Media

Stepping up to our calling

By Chris Villines
AAC Executive Director

We are an amazingly privileged group. The 1,400-plus county and district officials the AAC represents have been given a collective opportunity to help shape our society. We are well respected by our constituents and have been placed on a platform with advantage.

You effectively use this platform to discuss your positions and priorities in local government. One of the barometers by which to gauge our effectiveness is our interaction with the Legislature. We educate our representatives and senators about what we do and why certain laws need or need not be changed. At this, we are skilled and competent. Shared victories at the Capitol are numerous, and we don’t lack war stories about how damaging certain losses would have been. Nor are we at a loss to proclaim many victories in legislation that help us modernize and make more efficient our level of government.

But it is not lost on me that where we have the most potential for impact is in our communities. Many of you live within just a mile or two of your courthouse, but your sphere of influence includes thousands of people across hundreds of miles. This makes me think of comedian Steven Wright, and his comment, “Someone told me half of all car accidents happen within a mile of your house. So I moved.” But, I digress.

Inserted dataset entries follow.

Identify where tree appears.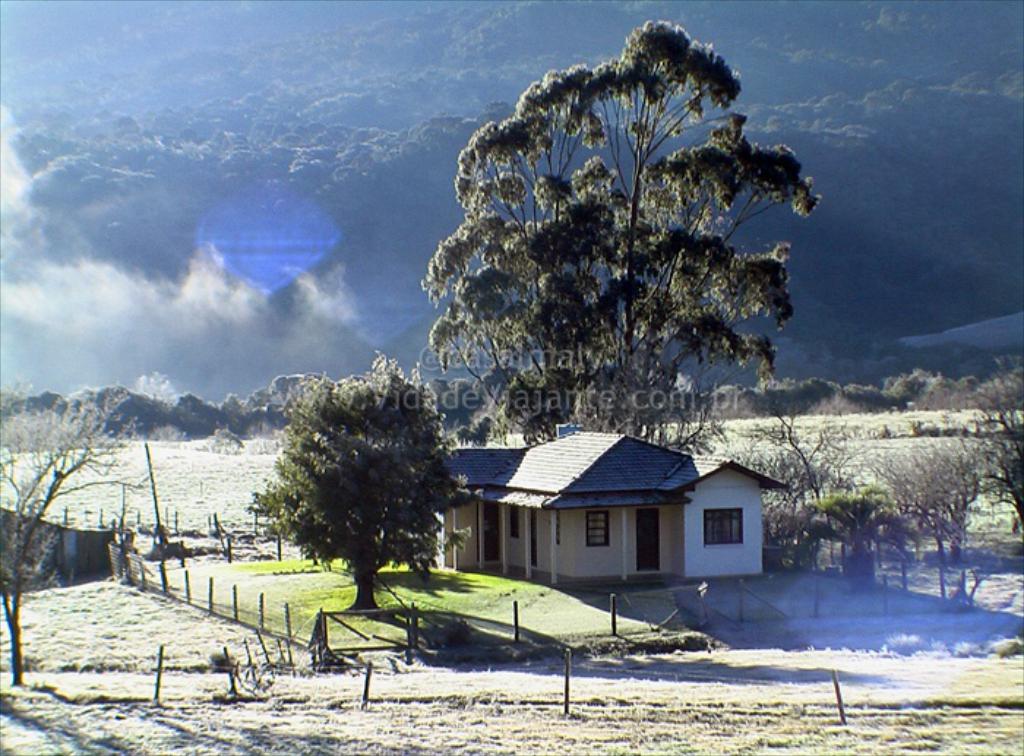
Appears at x1=0, y1=380, x2=151, y2=676.
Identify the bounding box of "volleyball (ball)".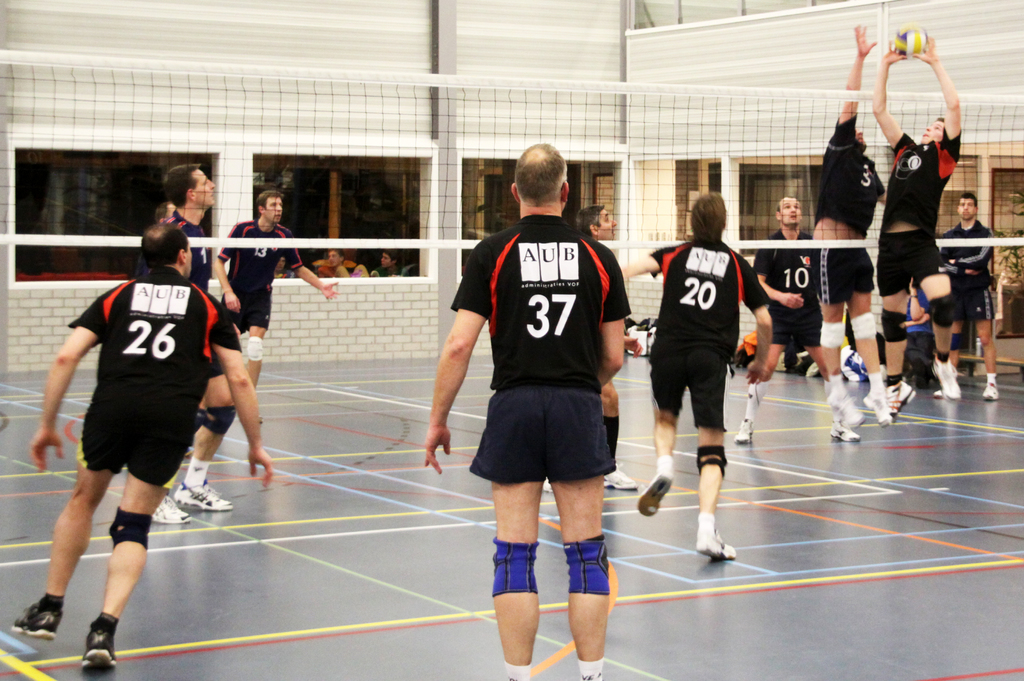
[left=892, top=22, right=929, bottom=58].
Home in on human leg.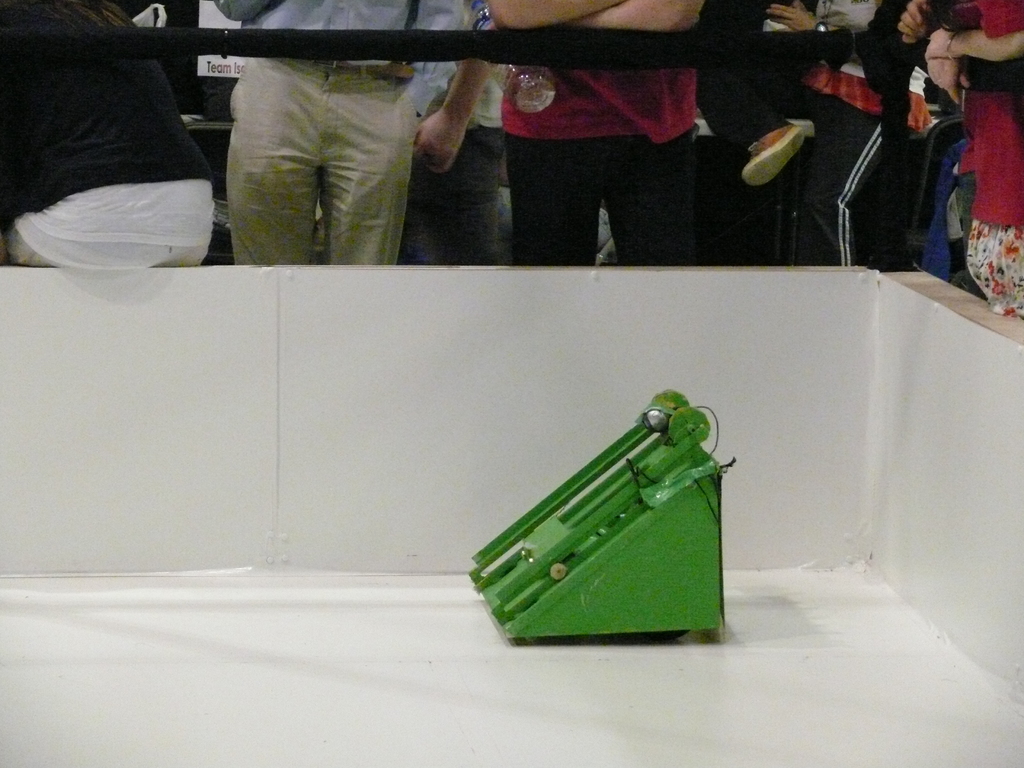
Homed in at 319,73,417,264.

Thankfully you are all well planted in your homes and relationships. And as a result of your leadership in your communities, many look to you for guidance, and they value your opinions. When you talk locally about what’s going on in government and society, you have people’s ears. More often than not, though, we tend to shed the limelight that goes along with lofty elected positions because county and district officials are generally a humble sort.

For a moment, though, think about the awesome potential you have to lead people around you. You are skilled at working with the press to communicate changes in your office and their impacts on society. County clerks talk about new voting equipment; justices of the peace talk about unfunded mandates; and sheriffs talk about changes in the criminal law. Each of you has topics that are important to your office, and you find yourself thrust into communicative leadership to educate society.

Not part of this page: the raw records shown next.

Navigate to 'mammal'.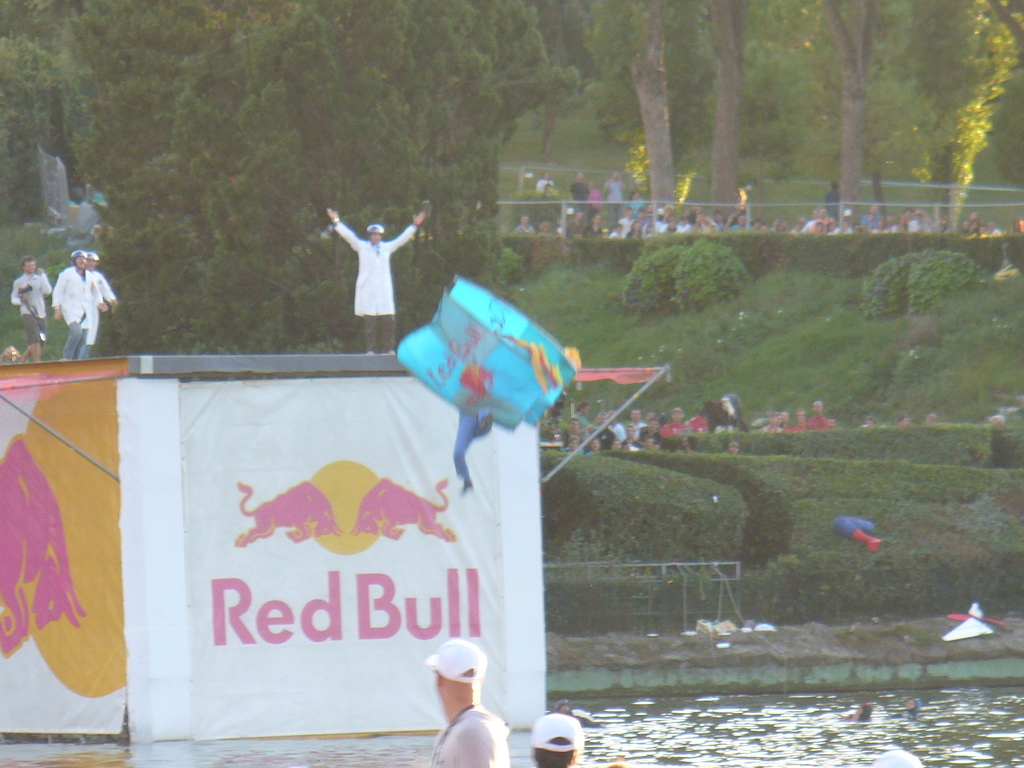
Navigation target: bbox=(11, 256, 54, 363).
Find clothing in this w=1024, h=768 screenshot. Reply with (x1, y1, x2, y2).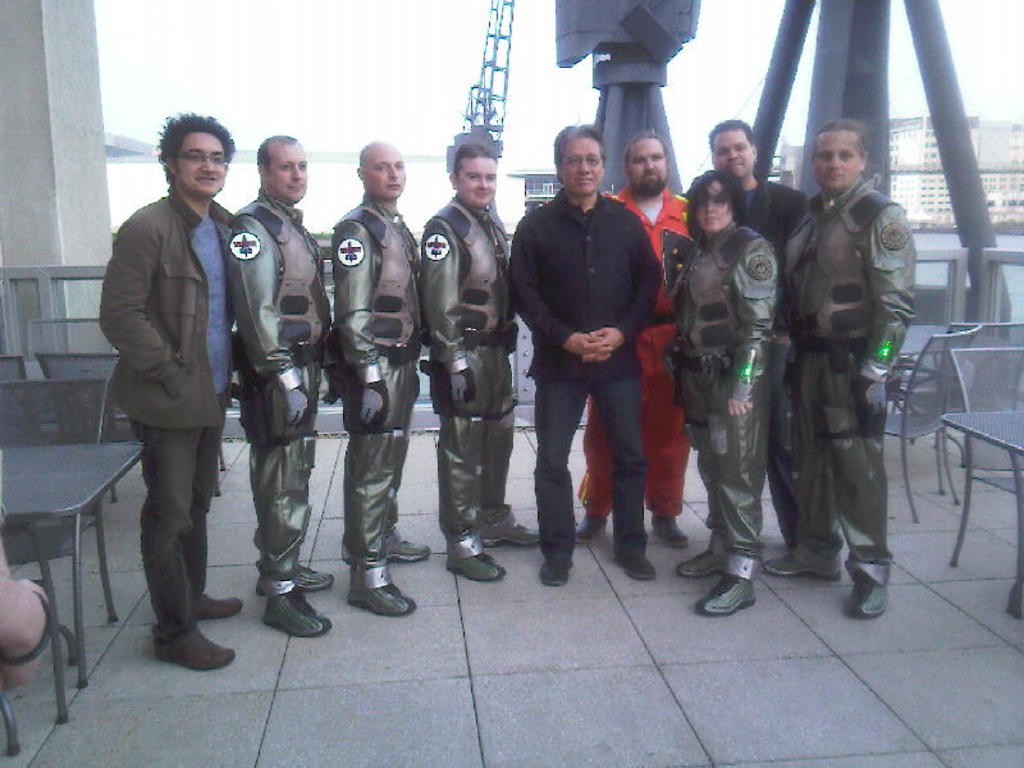
(662, 215, 774, 584).
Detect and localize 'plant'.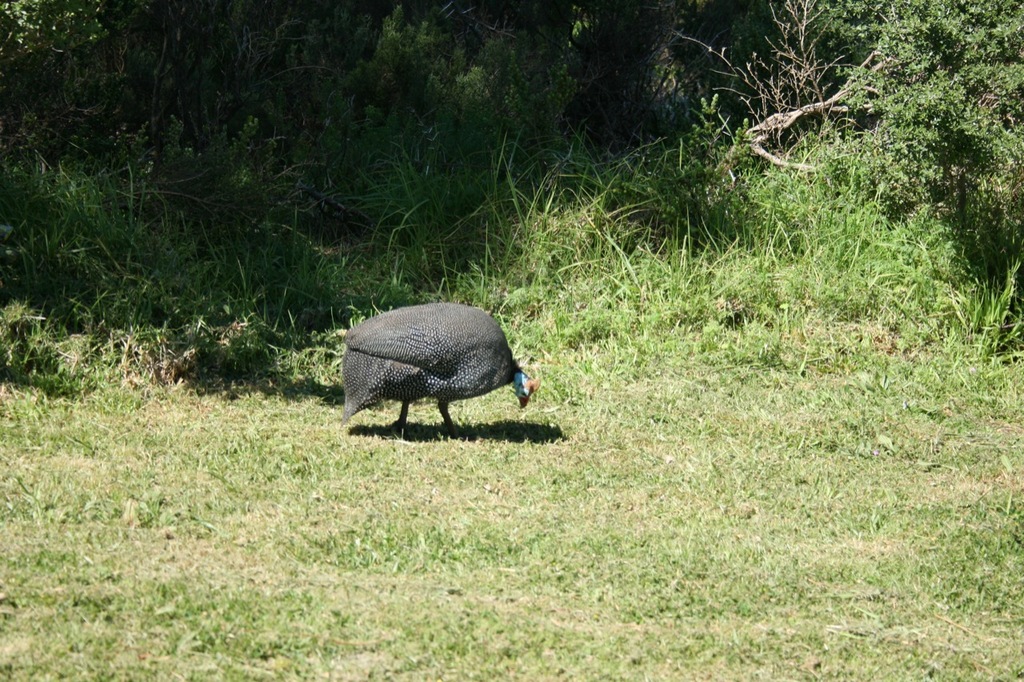
Localized at x1=0 y1=158 x2=1023 y2=681.
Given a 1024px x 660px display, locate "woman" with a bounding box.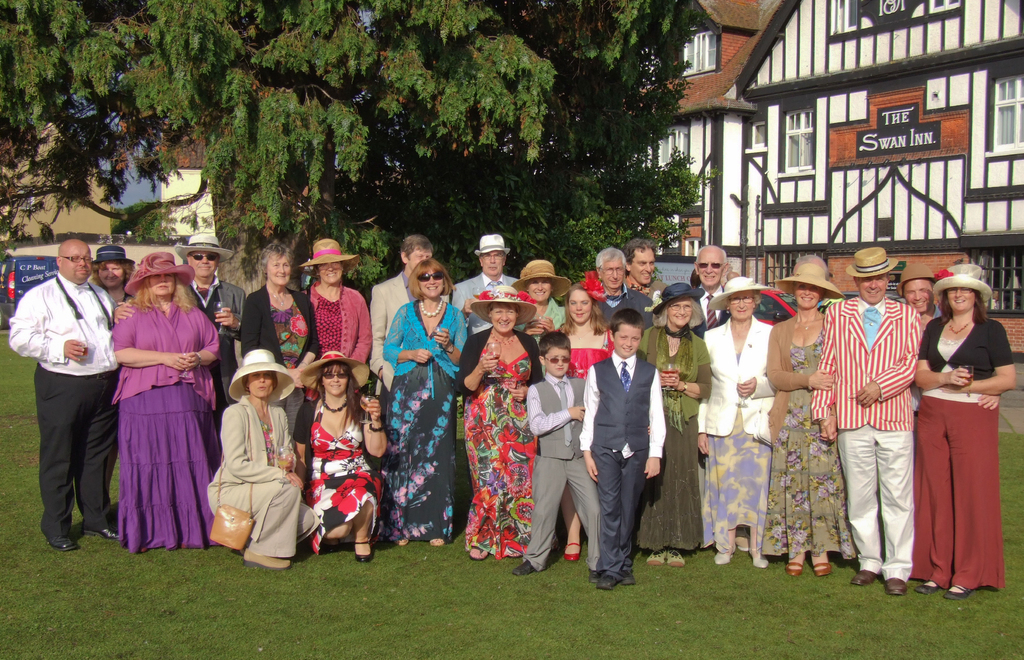
Located: BBox(381, 258, 470, 549).
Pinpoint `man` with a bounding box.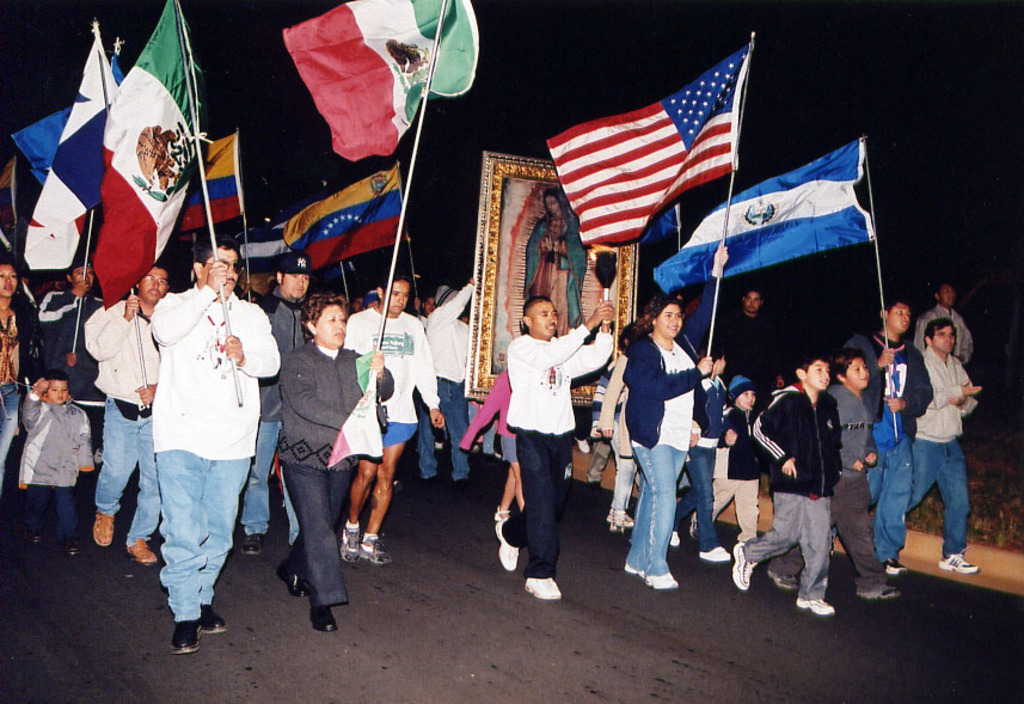
{"x1": 246, "y1": 249, "x2": 315, "y2": 557}.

This issue of County Lines is dedicated to something that one year ago we rarely talked about, much less thought about its impact on county government. But as the opioid epidemic has come to light, it has taught us that this is not only a problem in Arkansas, but it could well be the leading cause of growth in financial cost to counties. It also could be the leading cause of societal decay in a state not used to being at the forefront in the war on drugs.

I remember well Nancy Reagan’s organized attack in the war on drugs in the ‘80s. The phrase, “Just say no!” was everywhere. Public Service Announcements were ubiquitous, and schools ramped up drug abuse prevention to a level never seen before. Drugs in the ‘80s were a dirty, sordid prospect. Images of needles or cocaine were burned into society as a dangerous affront to the utopian America to which we had grown accustomed.

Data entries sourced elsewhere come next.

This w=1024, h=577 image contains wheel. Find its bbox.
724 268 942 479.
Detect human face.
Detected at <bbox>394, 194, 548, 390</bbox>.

It was the right response at the right time to a crisis our country faced, but in Arkansas there was always something about the reality of inner city drug trafficking and back-alley dealing we couldn’t relate to. Now, however, a very dangerous curve has occurred in drug abuse.

We have gone from black-market drug trade under the cover of night’s darkness to an epidemic unlike any other in which drug companies and distributors have played a role in handing out extremely addictive opioid prescriptions in the trusted vestiges of hospitals and doctors’ offices.

Opioids have always been around, but they historically had been used medically for short periods of time for acute pain relief. In the late ‘90s and moving forward, the drug manufacturers used shaky data and new time-release forms of opioids to launch an explosion in opioid sales under the false premise they would now be safe for chronic pain relief. They argued the addictive qualities would not exist with time-release forms of the medication. Opioid manufacturers and distributors also have intentionally misinformed the medical community and general public in other ways, all designed to increase their bottom line.

This flooded the market with opioid medication without an honest appraisal that the addictive qualities were still there. As a result, we now find many people in Arkansas hooked on an addictive drug that was never marketed honestly. And, most dangerous, is that when this supply cuts off for individual users the best black-market drug available to satisfy the opioid craving is heroin.

Sadly for Arkansas, this epidemic has hit us harder than any other drug epidemic of the past. We rank second — yes, second — only to Alabama in the number of prescriptions for opioids per capita in the country. We have not skirted this problem; we have landed dead center in the middle. For some time now our jails have been full, our county hospitals have been unable to keep up, and our sheriffs’ deputies have been overworked because of this local impact.

Worse yet, many of you know first-hand of someone in your family or someone in your work family who is battling this addiction. The physiological attributes of an opioid addiction are such that some who take opioids don’t become addicted, but others do. There is a cruel randomness about it that means no predictors can help weed out those who should and should not take it.

There are many facts and much information regarding the opioid epidemic, and I encourage you all to take a look at “A Prescription for Action,” a joint National League of Cities and National Association of Counties report. We have linked to this report on the home page of our web site. It is short and easy to read and will give you great insight into the scope of this problem.

On Sunday mornings at church, it’s always good to listen to a sermon. I often find myself conveniently — but wrongly — thinking about all the other people I know with the affliction the pastor is preaching about. That is until he gets to the action points — my action points. Inevitably there are steps I need to take. And some are uncomfortable.

There is one key component of healing our state’s opioid epidemic: communication of the problem. So back to what I first mentioned. You are elected in your counties. You are voices that are listened to. Many in your communities are addicted to opioids and ashamed to talk about it. But if you come forward with the end goal of communicating the problem, you just may give someone somewhere the comfort to share their problem and how it is affecting them or their family. This is step No. 1 in dealing with this epidemic, and as county leaders you are in extremely important positions to raise this topic to the forefront and lead the critically important conversation we must have.

I am reminded of a parable in Luke that every official should heed. In Luke 12:48 it is said, “To whomever much is given, of him will much be required; and to whom much was entrusted, of him more will be asked.”

This problem cuts across all demographics and levels of government and cannot be solved without a response that also cuts across all boundaries. We have begun providing the information necessary for county and district officials to begin this conversation locally. We will continue to provide you tools, so you can lead the conversation. As communications from us roll out, I want to encourage your activism. You have to begin with this process by knowing that just having the discussion is a win — and you are in the perfect positions to start down the road of healing.